On returning to Cambridge, in order to be up to date, he and some friends went out carol-singing one night, visiting the heads of colleges, and the houses of the married fellows. The Babe acted as showman and spoke broad Somersetshire, which interested a certain philologist, who had no suspicion that they were not town people, very much. The Babe declared that his father and grandfather had lived in Barnwell all their lives, and that he himself had never even attempted to set foot out of Cambridgeshire except once on the August Bank Holiday, when he had intended to go to Hunstanton but had missed the train. At this point, however, the philologist winked and said: “Mr. Arbuthnot, I believe.” They collected in all seventeen shillings and eightpence, which they settled should be given to a local charity, but the Babe, as he counted the amount over with trembling, avaricious fingers, looked up with a brilliant smile as he announced the total and exclaimed: “Not a penny of that shall the poor ever see.” They also got what Rudyard Kipling calls “lashings of beer” at several houses, and Bill Sykes who had been coached to carry a small tin into which offerings of money were put by the open-handed householder, was without a shadow of reason filled with so uncontrollable a fit of rage at the sight of the cook at one of the houses in Selwyn Gardens, who patted him on the head, and called him a pretty dear, that he dropped the tin mug, and nipped her shrewdly in the parts about the ankle.

Reggie parted from the Babe at the station, the latter going to London, and Reggie to Lincolnshire. The Babe travelled first because he said Sykes refused to go second or third, but that intelligent animal, poking his nose out from under the seat just as the guard was taking the tickets, was ignominiously hauled out, and compelled to go in the van, which cannot be considered as a class at all.

XXI.--A DAY IN THE LENT TERM.

O this drear March month. KINGSLEY.

Jack Marsden stopped for a moment under the Babe’s window and called

and the Babe’s face looked out vindictively.

“If you call me like that I sha’n’t answer,” he said. “You’re not in Clare.”

So Jack went in, and found the Babe curled up again in a large chair, close to the fire, working. The month was February, which is equivalent, at Cambridge, to saying that it was raining--cold, sleety, impossible rain. As the exact day of the month was the sixteenth, it followed as a corollary that it had been raining for at least sixteen days, and, as it was leap year, it would continue to rain thirteen more.

“Well?” said the Babe unencouragingly. He had gone to bed early the night before, and the consequent length of the morning made him rather cross.

“Oh nothing. It’s raining, you know. The _Sportsman_ says that Jupiter Pluvius is in the ascendant still.”

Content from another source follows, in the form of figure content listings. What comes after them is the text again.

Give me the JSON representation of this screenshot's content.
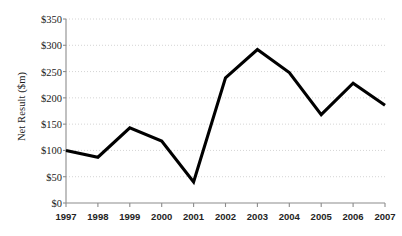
{
  "chart_data": {
    "type": "line",
    "title": "",
    "subtitle": "",
    "xlabel": "",
    "ylabel": "Net Result ($m)",
    "categories": [
      "1997",
      "1998",
      "1999",
      "2000",
      "2001",
      "2002",
      "2003",
      "2004",
      "2005",
      "2006",
      "2007"
    ],
    "x": [
      1997,
      1998,
      1999,
      2000,
      2001,
      2002,
      2003,
      2004,
      2005,
      2006,
      2007
    ],
    "values": [
      100,
      87,
      143,
      118,
      40,
      238,
      292,
      248,
      168,
      228,
      186
    ],
    "series": [
      {
        "name": "Net Result",
        "values": [
          100,
          87,
          143,
          118,
          40,
          238,
          292,
          248,
          168,
          228,
          186
        ]
      }
    ],
    "ylim": [
      0,
      350
    ],
    "ytick_values": [
      0,
      50,
      100,
      150,
      200,
      250,
      300,
      350
    ],
    "ytick_labels": [
      "$0",
      "$50",
      "$100",
      "$150",
      "$200",
      "$250",
      "$300",
      "$350"
    ],
    "xtick_labels": [
      "1997",
      "1998",
      "1999",
      "2000",
      "2001",
      "2002",
      "2003",
      "2004",
      "2005",
      "2006",
      "2007"
    ],
    "grid": "horizontal-dotted",
    "legend": "none",
    "markers": "none",
    "annotations": [],
    "colors": {
      "series_line": "#000000",
      "gridline": "#c9c9c9",
      "axis": "#8c8c8c",
      "text": "#1a1a1a",
      "background": "#ffffff"
    }
  }
}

“He sends the snow in summer, He sends the frost in May To nip the apple-blossoms, And spoil our games of play,”

quoted the Babe.

“Just so, and he doesn’t neglect to send the rain in February. I’ve just come back from King’s. Reggie’s in a bad temper, almost as bad as you.”

“Why?”

“Weather, chiefly. He says it would be grovelling flattery to call it beastly.”

“Reggie is given to making truisms,” said the Babe turning over the page. “Jack, I wish you’d go away. I want to work. Besides, you’re so devilish cheerful, and I’m not.”

“Sorry to hear it. Oh, yes, and Reggie told me to remind you that you are playing tennis with him at twelve. He’s got the New Court.”

The Babe brightened up: there was an hour less of morning.

“Hurrah! that will suit me excellently. Many thanks, and please go away. Good-bye.”